Mathematics Simulations

Möbius Strip

The Möbius strip simulation renders a parametric surface (120×16 quads) with Phong lighting and a hue-gradient colour scheme on a Canvas 2D. Depth-sorted quads are painted back-to-front to simulate occlusion. An ant animates along the surface, tracing the single-sided topology over a full 4π parameter traversal — the ant returns to its start facing the opposite direction. A twist-count slider (1–5) demonstrates that odd twists produce non-orientable surfaces while even twists recover a standard cylinder. Edge-count and side-count statistics update live.

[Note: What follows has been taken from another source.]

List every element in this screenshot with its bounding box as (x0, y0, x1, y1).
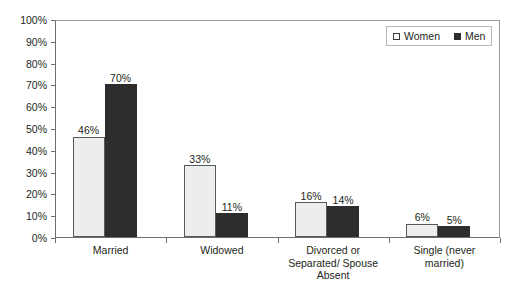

Matrix Transforms Visualiser

The matrix transforms visualiser shows how 2×2 real matrices act on the plane. Four sliders control the entries a, b, c, d (−3 to +3). Layers toggle independently: unit grid, basis vectors, eigenvectors (when real), unit circle (showing how it maps to an ellipse), and a continuous animation keyframing α ∈ [0,1] between the identity and the current matrix. The info panel shows trace, determinant, eigenvalues λ₁/λ₂, and matrix type (rotation / shear / stretch / projection / reflection / singular).

Fibonacci Spiral

The Fibonacci spiral simulation offers three display modes: spiral (Archimedean polar plot of the golden angle 137.507°), sunflower (2D phyllotaxis seed head with configurable seed count up to 1000), and squares (recursive Fibonacci rectangles). Four colour palettes (golden, rainbow, monochrome, ocean) and a golden-angle slider (±5° around 137.5°) let users explore why the irrational golden angle φ = (3−√5)π is optimal for packing. A PNG export button rounds out the feature set.

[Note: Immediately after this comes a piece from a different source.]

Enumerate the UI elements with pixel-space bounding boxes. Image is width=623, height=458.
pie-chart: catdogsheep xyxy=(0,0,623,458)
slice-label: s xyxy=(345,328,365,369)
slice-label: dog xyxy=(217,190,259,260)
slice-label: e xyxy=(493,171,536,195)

Engineering Note: Canvas 2D 3D Rendering

The crystal structures and Möbius strip simulations share a Canvas 2D 3D rendering approach that avoids the setup complexity of WebGL while still producing depth-correct output. The core technique is the painter’s algorithm: compute all primitives with their projected depth, sort descending (furthest first), then draw in order so near objects occlude far ones.

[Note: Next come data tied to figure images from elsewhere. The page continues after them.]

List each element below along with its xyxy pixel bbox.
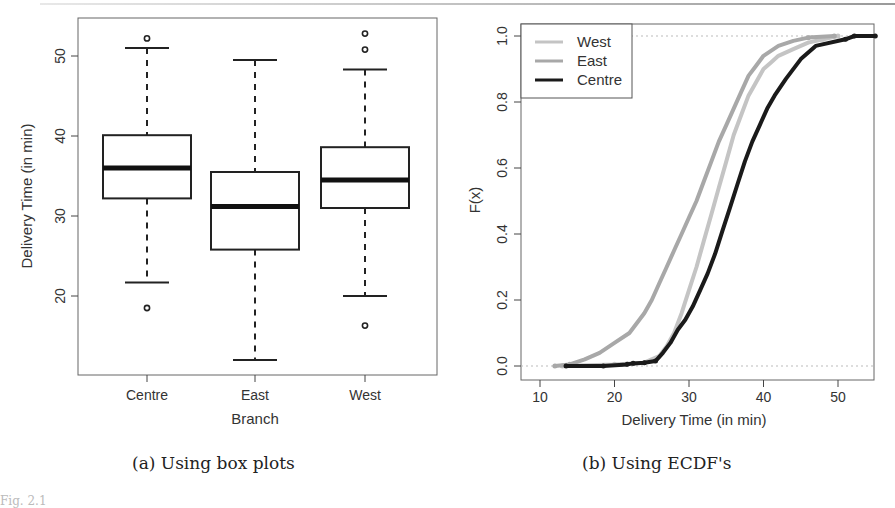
legend-label-east: East <box>577 52 608 69</box>
ecdf-point <box>631 361 636 366</box>
boxplot-panel: 20304050Delivery Time (in min)CentreEast… <box>0 0 450 430</box>
box-centre <box>103 36 191 311</box>
ecdf-caption: (b) Using ECDF's <box>582 453 732 473</box>
outlier-point <box>362 323 367 328</box>
ecdf-chart: 0.00.20.40.60.81.0F(x)1020304050Delivery… <box>450 0 895 430</box>
y-tick-label: 20 <box>52 288 68 304</box>
ecdf-point <box>832 34 837 39</box>
x-tick-label: 20 <box>607 389 623 405</box>
y-tick-label: 1.0 <box>494 26 510 46</box>
x-tick-label-east: East <box>241 387 269 403</box>
outlier-point <box>144 305 149 310</box>
legend: WestEastCentre <box>521 24 632 98</box>
ecdf-point <box>642 360 647 365</box>
x-tick-label: 50 <box>830 389 846 405</box>
box-east <box>211 60 299 360</box>
x-tick-label-west: West <box>349 387 381 403</box>
y-tick-label: 40 <box>52 128 68 144</box>
figure-label: Fig. 2.1 <box>0 494 47 508</box>
x-axis-label: Delivery Time (in min) <box>621 411 766 428</box>
ecdf-point <box>852 34 857 39</box>
x-tick-label: 30 <box>681 389 697 405</box>
ecdf-panel: 0.00.20.40.60.81.0F(x)1020304050Delivery… <box>450 0 895 430</box>
x-tick-label: 40 <box>756 389 772 405</box>
y-tick-label: 0.0 <box>494 356 510 376</box>
ecdf-point <box>653 359 658 364</box>
box-west <box>321 31 409 328</box>
y-tick-label: 0.8 <box>494 92 510 112</box>
y-tick-label: 0.6 <box>494 158 510 178</box>
outlier-point <box>144 36 149 41</box>
y-tick-label: 0.2 <box>494 290 510 310</box>
ecdf-point <box>564 364 569 369</box>
boxplot-caption: (a) Using box plots <box>132 453 295 473</box>
ecdf-point <box>552 364 557 369</box>
iqr-box <box>211 172 299 250</box>
y-tick-label: 50 <box>52 48 68 64</box>
x-tick-label-centre: Centre <box>126 387 168 403</box>
y-tick-label: 0.4 <box>494 224 510 244</box>
ecdf-point <box>625 362 630 367</box>
x-axis-label: Branch <box>231 410 279 427</box>
boxplot-chart: 20304050Delivery Time (in min)CentreEast… <box>0 0 450 430</box>
outlier-point <box>362 47 367 52</box>
legend-label-west: West <box>577 33 612 50</box>
ecdf-point <box>873 34 878 39</box>
ecdf-point <box>806 35 811 40</box>
y-axis-label: Delivery Time (in min) <box>18 123 35 268</box>
y-axis-label: F(x) <box>466 187 483 214</box>
ecdf-point <box>601 364 606 369</box>
x-tick-label: 10 <box>532 389 548 405</box>
legend-label-centre: Centre <box>577 71 622 88</box>
y-tick-label: 30 <box>52 208 68 224</box>
outlier-point <box>362 31 367 36</box>
ecdf-point <box>843 37 848 42</box>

Painter’s Algorithm Pseudocode

// Project 3D position to 2D canvas with perspective divide
function project(x, y, z, rotMatrix, fov, cx, cy) {
  const [rx, ry, rz] = applyRotation(rotMatrix, x, y, z);
  const scale = fov / (fov + rz);           // perspective
  return { sx: cx + rx * scale, sy: cy + ry * scale, depth: rz };
}

// Sort all drawable primitives by depth (back to front)
primitives.sort((a, b) => b.depth - a.depth);

// Draw each primitive; later draws occlude earlier ones
for (const prim of primitives) {
  if (prim.type === 'sphere') drawAtomCircle(ctx, prim);
  if (prim.type === 'bond')   drawBondLine(ctx, prim);
}

The approach works well for convex objects (atom spheres, bond cylinders) because depth comparisons per primitive produce correct occlusion without per-pixel depth tests. For the crystal supercell (up to ~200 atoms + ~600 bonds) on a modern GPU-accelerated Canvas, the sort + draw loop completes within the 16 ms frame budget at 60 fps.

What’s Next — Wave 22

Wave 22 will expand coverage in two areas. First, signal processing and communications: a Fourier-transform image filter (spatial frequencies, low-pass / high-pass / band-pass), a wavelet transform visualiser (multi-resolution decomposition, CWT scalograms), and a convolutional neural network layer explorer that shows feature maps in real time. Second, thermodynamics and phase transitions: an Ising model critical point explorer (Metropolis algorithm, heat capacity peak, correlation length divergence) and a phase diagram simulator for binary alloy systems.

Have a simulation idea? The project is open-source. See CONTRIBUTING.md for the contributor guide or open an issue in the repository.